Never satisfied with the status quo, Drowning Prevention Manager Andrew Ingram and his team are always looking for new ways to keep people safe.
“The idea for the beach cameras came about when I bumped into one of our NSRI volunteers who runs security cameras,” Andrew recalls. “He showed me one of the areas the cameras were monitoring, and I thought, imagine if we could work with a community, for example a body corporate with a large block of flats and use cameras to monitor a large beach area. Being on a beach level versus an elevated position is vastly different. Spotting something like a rip current is much easier from a higher angle than it is from a beach.”
“Looking at beach safety, like anything else, you need to have more than one arrow in your quiver. Lifeguards are absolutely your best first line of defense. There’s nothing quite like people who understand the beach well interacting with beachgoers and, of course, the flags that they put up are absolutely critical. However, when it gets very busy the lifeguards’ focus is and always must be between the flags and perhaps a couple of 100 metres on either side of them.”
The first camera was put up in Strand a year ago, followed more recently by one that monitors the beach in Bloubergstrand in Cape Town. Both beaches are notoriously dangerous. For the Strand project, Andrew got in touch with the body corporate of a 12-storey block of flats and they agreed to place a camera on top of their building.
“By that stage we had put the idea out to tender and it was won by an active, sea-going NSRI volunteer. That was amazing because not only is he an expert in the technical side of these cameras, but he also understands rescue. So using his expertise and the experience of our team, as well as working with the Strand lifeguards and the City of Cape Town drowning prevention team, we put together eight different zones on Strand beach that would be monitored by the camera. It automatically works through these eight different zones and spends about 40 seconds on each of them,” Andrew enthuses.
Two screens are located at the NSRI’s Emergency Operations Centre (EOC), one monitoring Strand and one monitoring Blouberg. The cameras can also be manually overridden so that if the EOC operator wants to interrogate something, they can manually take over and zoom in on what they see. They can then decide whether a prevention or rescue operation is needed.
“There was one incident where our operator saw a child getting into a rip current, alerted the lifeguards and got the child out of the rip current in under three minutes,” Andrew says.

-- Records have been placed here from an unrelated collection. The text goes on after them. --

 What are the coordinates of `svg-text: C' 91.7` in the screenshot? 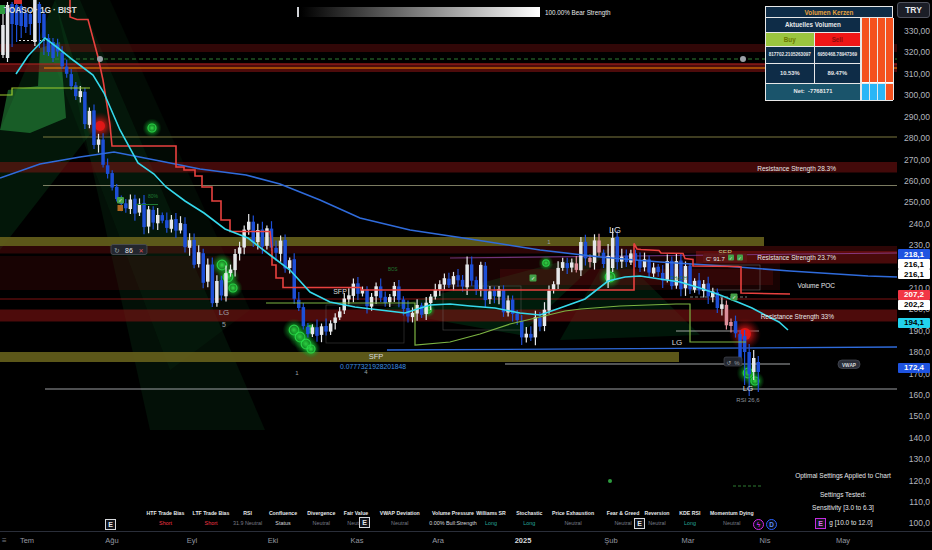 It's located at (716, 259).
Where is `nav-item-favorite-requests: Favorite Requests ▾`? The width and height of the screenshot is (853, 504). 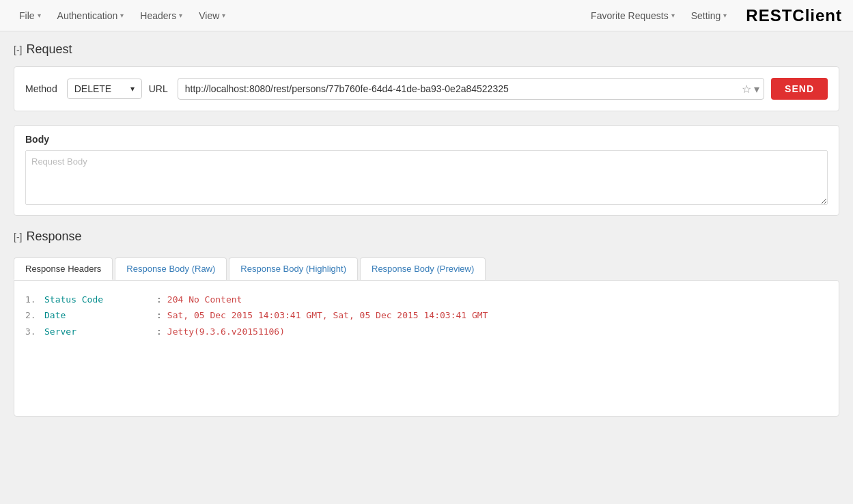 nav-item-favorite-requests: Favorite Requests ▾ is located at coordinates (632, 15).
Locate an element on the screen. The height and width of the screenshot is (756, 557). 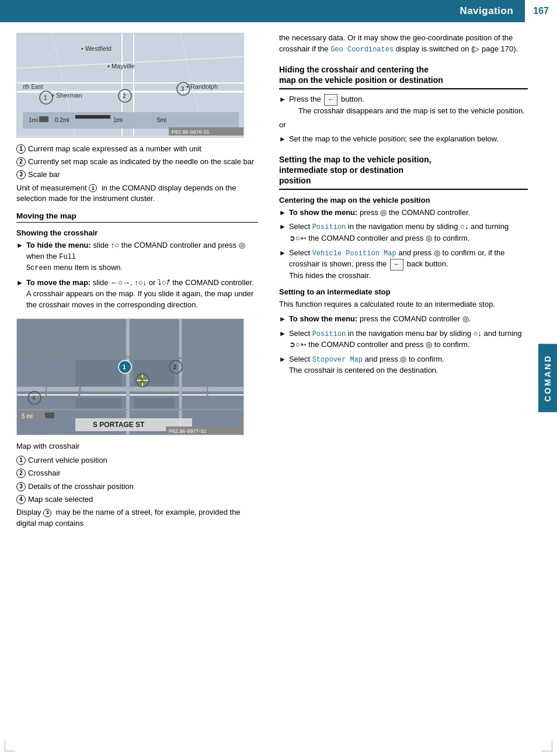
svg-text: • Westfield is located at coordinates (96, 48).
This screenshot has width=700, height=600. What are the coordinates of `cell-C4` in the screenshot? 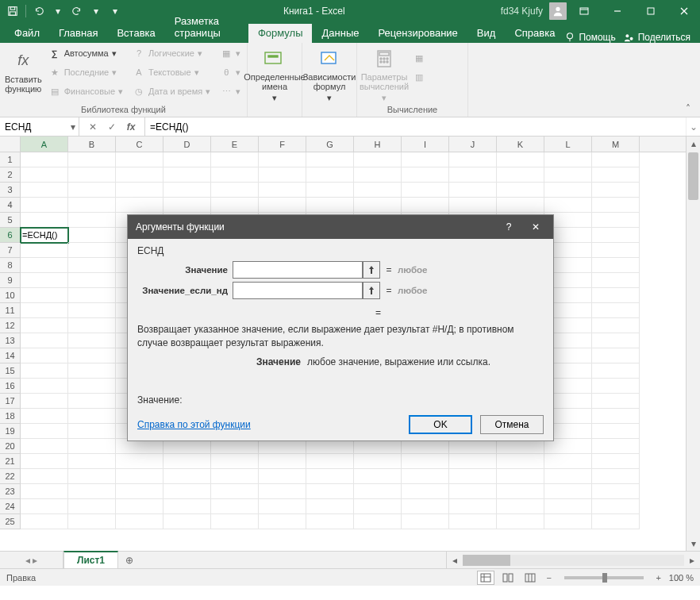 It's located at (140, 205).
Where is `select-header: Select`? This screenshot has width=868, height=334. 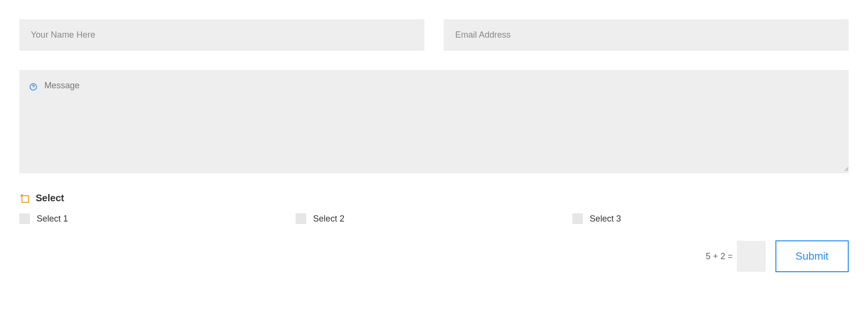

In Blouberg, a camera has been set up on top of a 16-storey block of flats above an area where the City of Cape Town has set up a mobile lifeguarding station. In the past there haven’t been lifeguards there. Andrew explains that the logic behind this was that if people saw lifeguards, they would think it was a swimming beach.
“This thinking has changed, so the City now has lifeguards there but they don’t put flags up. Those lifeguards are on patrol and are there to prevent people getting into difficulty and to help those who do. They also advise people on why they shouldn’t swim there and where they should go to swim. Together with the City of Cape Town lifeguards, Big Bay lifeguards and the NSRI, we are able to make that beach a whole lot safer!”